Statistical analysis
Statistical analysis was performed with Prism 6.0 (GraphPad Software). Data are presented as mean ± SD. N was ≥3 for each genotype in each experiment, as indicated in the text and/or figure legends. Comparisons between two groups were made using two-tailed Student’s t test; P < 0.05 was considered significant.
EAE
EAE clinical scores and disease incidence were analyzed using ANOVA and Kaplan–Meier curves by log-rank test. Peak disease score was analyzed by two-tailed Student’s t test. P < 0.05 was considered significant.
TCR sequencing
Clonality, gene usage, and overlap comparisons were analyzed by two-tailed Student’s t test. CDR3 length was analyzed by χ2 test (Miqueu et al., 2007). P < 0.05 was considered significant.

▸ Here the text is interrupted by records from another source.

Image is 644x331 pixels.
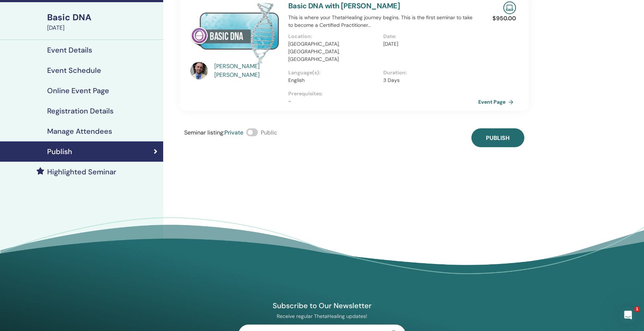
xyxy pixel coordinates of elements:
[383,40,474,48] p: [DATE]
[288,14,478,29] p: This is where your ThetaHealing journey begins. This is the first seminar to take to become a Cer...
[634,307,640,312] span: 1
[492,14,516,23] p: $ 950.00
[47,45,92,54] h4: Event Details
[47,66,101,75] h4: Event Schedule
[225,129,243,136] span: Private
[288,90,478,98] p: Prerequisites :
[383,33,474,40] p: Date :
[619,307,637,324] iframe: Intercom live chat
[190,1,279,64] img: Basic DNA
[503,1,516,14] img: Live Online Seminar
[288,69,379,76] p: Language(s) :
[47,147,72,156] h4: Publish
[214,62,281,79] a: [PERSON_NAME] [PERSON_NAME]
[238,313,406,319] p: Receive regular ThetaHealing updates!
[47,167,116,176] h4: Highlighted Seminar
[288,40,379,63] p: [GEOGRAPHIC_DATA], [GEOGRAPHIC_DATA], [GEOGRAPHIC_DATA]
[288,76,379,84] p: English
[47,106,113,115] h4: Registration Details
[190,62,208,79] img: default.jpg
[43,11,163,32] a: Basic DNA[DATE]
[288,1,400,10] a: Basic DNA with [PERSON_NAME]
[184,129,225,136] span: Seminar listing :
[47,11,159,23] div: Basic DNA
[47,127,112,135] h4: Manage Attendees
[261,129,277,136] span: Public
[288,33,379,40] p: Location :
[47,23,159,32] div: [DATE]
[238,301,406,310] h4: Subscribe to Our Newsletter
[486,134,509,142] span: Publish
[383,76,474,84] p: 3 Days
[383,69,474,76] p: Duration :
[472,128,524,147] button: Publish
[288,98,478,105] p: -
[47,86,109,95] h4: Online Event Page
[478,97,516,107] a: Event Page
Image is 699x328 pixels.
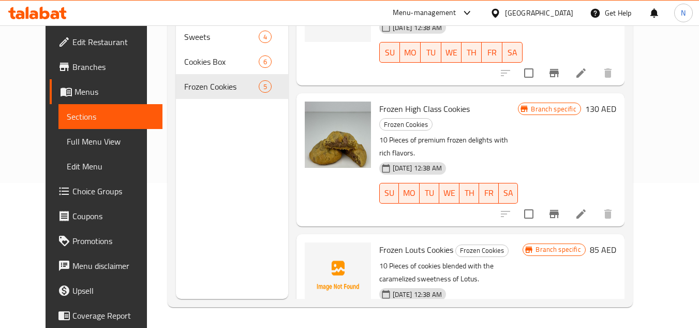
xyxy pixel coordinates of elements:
[384,45,396,60] span: SU
[50,54,162,79] a: Branches
[50,79,162,104] a: Menus
[259,82,271,92] span: 5
[259,55,272,68] div: items
[531,244,585,254] span: Branch specific
[446,45,457,60] span: WE
[72,185,154,197] span: Choice Groups
[389,23,446,33] span: [DATE] 12:38 AM
[176,24,288,49] div: Sweets4
[596,61,620,85] button: delete
[590,242,616,257] h6: 85 AED
[72,234,154,247] span: Promotions
[503,185,514,200] span: SA
[259,32,271,42] span: 4
[67,135,154,147] span: Full Menu View
[527,104,580,114] span: Branch specific
[50,253,162,278] a: Menu disclaimer
[425,45,437,60] span: TU
[542,201,567,226] button: Branch-specific-item
[305,101,371,168] img: Frozen High Class Cookies
[499,183,519,203] button: SA
[50,203,162,228] a: Coupons
[389,163,446,173] span: [DATE] 12:38 AM
[389,289,446,299] span: [DATE] 12:38 AM
[379,242,453,257] span: Frozen Louts Cookies
[67,160,154,172] span: Edit Menu
[379,118,433,130] div: Frozen Cookies
[72,36,154,48] span: Edit Restaurant
[681,7,686,19] span: N
[379,134,519,159] p: 10 Pieces of premium frozen delights with rich flavors.
[176,49,288,74] div: Cookies Box6
[462,42,482,63] button: TH
[184,80,259,93] span: Frozen Cookies
[379,42,400,63] button: SU
[72,61,154,73] span: Branches
[259,31,272,43] div: items
[305,242,371,308] img: Frozen Louts Cookies
[399,183,420,203] button: MO
[441,42,462,63] button: WE
[184,55,259,68] span: Cookies Box
[67,110,154,123] span: Sections
[585,101,616,116] h6: 130 AED
[575,208,587,220] a: Edit menu item
[483,185,495,200] span: FR
[486,45,498,60] span: FR
[393,7,456,19] div: Menu-management
[464,185,475,200] span: TH
[72,259,154,272] span: Menu disclaimer
[50,278,162,303] a: Upsell
[379,259,523,285] p: 10 Pieces of cookies blended with the caramelized sweetness of Lotus.
[259,80,272,93] div: items
[58,154,162,179] a: Edit Menu
[575,67,587,79] a: Edit menu item
[518,62,540,84] span: Select to update
[384,185,395,200] span: SU
[460,183,479,203] button: TH
[259,57,271,67] span: 6
[507,45,519,60] span: SA
[50,179,162,203] a: Choice Groups
[380,119,432,130] span: Frozen Cookies
[50,228,162,253] a: Promotions
[176,74,288,99] div: Frozen Cookies5
[184,31,259,43] span: Sweets
[72,284,154,297] span: Upsell
[466,45,478,60] span: TH
[403,185,416,200] span: MO
[379,183,399,203] button: SU
[518,203,540,225] span: Select to update
[379,101,470,116] span: Frozen High Class Cookies
[50,29,162,54] a: Edit Restaurant
[596,201,620,226] button: delete
[420,183,439,203] button: TU
[542,61,567,85] button: Branch-specific-item
[443,185,455,200] span: WE
[72,309,154,321] span: Coverage Report
[424,185,435,200] span: TU
[404,45,417,60] span: MO
[176,20,288,103] nav: Menu sections
[72,210,154,222] span: Coupons
[482,42,502,63] button: FR
[456,244,508,256] span: Frozen Cookies
[75,85,154,98] span: Menus
[479,183,499,203] button: FR
[421,42,441,63] button: TU
[400,42,421,63] button: MO
[58,104,162,129] a: Sections
[502,42,523,63] button: SA
[58,129,162,154] a: Full Menu View
[50,303,162,328] a: Coverage Report
[439,183,460,203] button: WE
[505,7,573,19] div: [GEOGRAPHIC_DATA]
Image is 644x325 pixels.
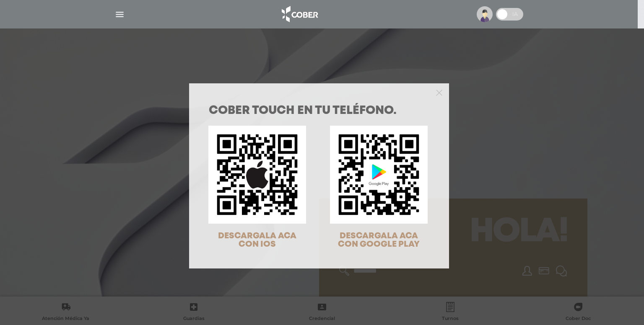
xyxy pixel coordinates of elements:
[330,126,428,224] img: qr-code
[209,105,430,117] h1: COBER TOUCH en tu teléfono.
[208,126,306,224] img: qr-code
[436,88,443,96] button: Close
[338,232,420,249] span: DESCARGALA ACA CON GOOGLE PLAY
[218,232,296,249] span: DESCARGALA ACA CON IOS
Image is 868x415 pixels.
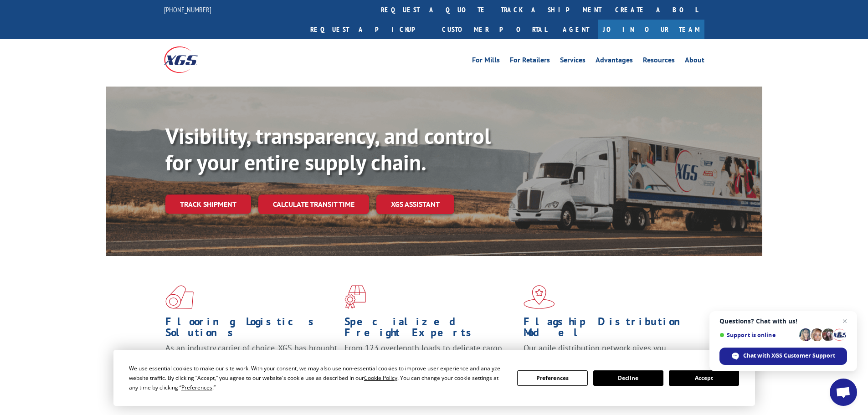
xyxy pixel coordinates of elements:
div: Open chat [830,379,857,406]
div: We use essential cookies to make our site work. With your consent, we may also use non-essential ... [129,364,506,392]
p: From 123 overlength loads to delicate cargo, our experienced staff knows the best way to move you... [344,343,517,384]
a: About [684,57,704,66]
a: Request a pickup [304,20,435,39]
div: Chat with XGS Customer Support [719,348,847,365]
div: Cookie Consent Prompt [114,350,755,406]
h1: Flagship Distribution Model [524,316,696,343]
a: Calculate transit time [258,195,369,214]
span: Preferences [181,384,212,392]
button: Preferences [517,371,587,386]
a: Services [560,57,585,66]
span: Questions? Chat with us! [719,318,847,325]
a: Customer Portal [435,20,553,39]
span: Close chat [839,316,850,327]
b: Visibility, transparency, and control for your entire supply chain. [165,122,491,177]
h1: Specialized Freight Experts [344,316,517,343]
span: As an industry carrier of choice, XGS has brought innovation and dedication to flooring logistics... [165,343,337,375]
span: Support is online [719,332,796,339]
a: Join Our Team [598,20,704,39]
a: Resources [643,57,675,66]
a: For Retailers [510,57,550,66]
button: Decline [593,371,664,386]
span: Our agile distribution network gives you nationwide inventory management on demand. [524,343,691,364]
a: Track shipment [165,195,251,214]
a: For Mills [472,57,500,66]
a: Advantages [595,57,633,66]
a: Agent [553,20,598,39]
button: Accept [669,371,739,386]
h1: Flooring Logistics Solutions [165,316,337,343]
a: XGS ASSISTANT [376,195,454,214]
a: [PHONE_NUMBER] [164,5,211,14]
img: xgs-icon-focused-on-flooring-red [344,286,366,309]
img: xgs-icon-total-supply-chain-intelligence-red [165,286,193,309]
span: Cookie Policy [364,374,397,382]
img: xgs-icon-flagship-distribution-model-red [524,286,555,309]
span: Chat with XGS Customer Support [743,352,835,360]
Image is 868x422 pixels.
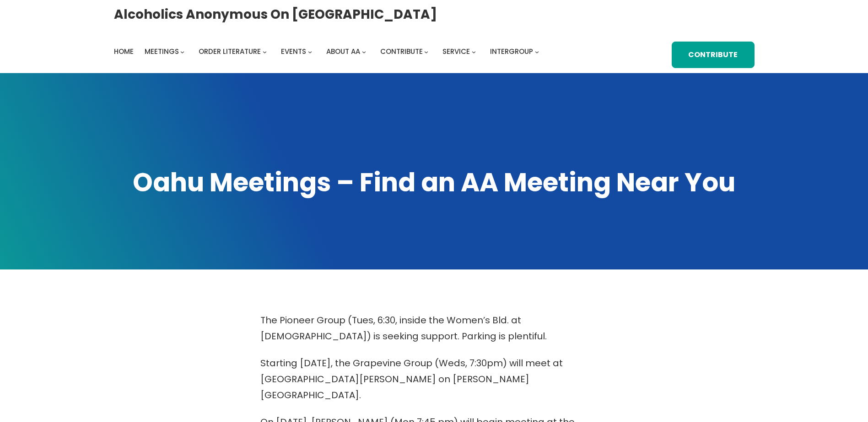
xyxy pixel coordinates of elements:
[114,45,542,58] nav: Intergroup
[380,47,422,56] span: Contribute
[671,42,754,68] a: Contribute
[263,49,267,54] button: Order Literature submenu
[362,49,366,54] button: About AA submenu
[308,49,312,54] button: Events submenu
[442,45,470,58] a: Service
[145,45,179,58] a: Meetings
[535,49,538,54] button: Intergroup submenu
[114,47,134,56] span: Home
[281,45,306,58] a: Events
[260,355,608,404] p: Starting [DATE], the Grapevine Group (Weds, 7:30pm) will meet at [GEOGRAPHIC_DATA][PERSON_NAME] o...
[114,166,754,200] h1: Oahu Meetings – Find an AA Meeting Near You
[326,47,360,56] span: About AA
[180,49,185,54] button: Meetings submenu
[490,45,533,58] a: Intergroup
[424,49,428,54] button: Contribute submenu
[114,45,134,58] a: Home
[260,313,608,345] p: The Pioneer Group (Tues, 6:30, inside the Women’s Bld. at [DEMOGRAPHIC_DATA]) is seeking support....
[199,47,261,56] span: Order Literature
[490,47,533,56] span: Intergroup
[114,3,437,26] a: Alcoholics Anonymous on [GEOGRAPHIC_DATA]
[281,47,306,56] span: Events
[380,45,422,58] a: Contribute
[442,47,470,56] span: Service
[472,49,476,54] button: Service submenu
[326,45,360,58] a: About AA
[145,47,179,56] span: Meetings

Online supplemental material
Fig. S1 shows Vps34TEC phenotype related to Figs. 1 and 2. Fig. S2 shows DN thymocyte development, splenic T cell phenotype, and nonconventional T cell development in neonatal Vps34TEC mice. Fig. S3 shows splenic phenotype in 1-wk-old TCRTg Vps34TEC mice. Fig. S4 shows EAE disease severity and incidence in adult Vps34TEC mice. Fig. S5 shows TEC phenotype and T cell selection in neonatal Atg5TEC mice. Table S1 describes the specificities of TCR transgenic lines used in Fig. 5. Table S2 outlines information pertaining to mouse strains used in the present study.
Data availability
The datasets generated during the current study are available from the corresponding author upon request.
Acknowledgments
The authors thank Drs. Mark Boothby (Vanderbilt University School of Medicine, Nashville, TN), Mark Anderson (University of California, San Francisco, San Francisco, CA), Paul Allen (Washington University School of Medicine, St. Louis, MO), Akiko Iwasaki (Yale School of Medicine, New Haven, CT), Maria-Luisa Alegre (The University of Chicago, Chicago, IL), and Marcel van den Brink (Memorial Sloan Kettering Cancer Center, New York, NY) for sharing valuable reagents. We also thank Dr. Vrajesh Parekh (Vanderbilt University School of Medicine, Nashville, TN) for help with some of the mouse crosses. We thank the National Institutes of Health tetramer core at Emory University for the PBS57/CD1d, 6-FP/MR1, and 5-OP-RU/MR1 tetramers.
This work was supported by grants from the National Institutes of Health (R01DK104817 and R01AI139046 to L.V. Kaer), the American Heart Association (19TPA34910078 to L.V. Kaer), and Veterans Affairs Merit (I01BX001444 to S. Joyce) and Research Career Scientist (IK6BX004595 to S. Joyce) awards. J.L. Postoak was supported by predoctoral National Institutes of Health training grants (T32HL069765 and T32AR059039). The study used the following core resources at Vanderbilt University Medical Center: Cell Imaging Shared Resource (supported by National Institutes of Health grants P30CA068485, P30DK058404, and P30DK020593), Digital Histology Shared Resource, Translational Pathology Shared Resource (supported by National Institutes of Health grant P30CA068485), and Flow Cytometry Shared Resource (supported by National Institutes of Health grants P30CA068485, P30DK058404, and P30DK020593).
Author contributions: Conceived and designed the experiments: J.L. Postoak, N.R. Manley, L.V. Kaer. Performed the experiments: J.L. Postoak, W. Song, G. Yang, C.E. Saffold, L. Wu. Analyzed the data: J.L. Postoak, X. Guo, S. Xiao, N.R. Manley, L.V. Kaer. Contributed reagents/materials/analysis tools: J. Zhang, S. Joyce, N.R. Manley.
References
Author notes
Disclosures: L. Van Kaer reported “I am a member of the scientific advisory board of Isu Abxis Co., Ltd. (South Korea), for which I get financial compensation. The company focuses on the development of antibody-mediated treatment for cancer and rare diseases. The work at the company is not directly related to this publication.” No other disclosures were reported.
Guan Yang’s present address is Department of Infectious Diseases and Public Health, City University of Hong Kong, Kowloon Tong, Hong Kong.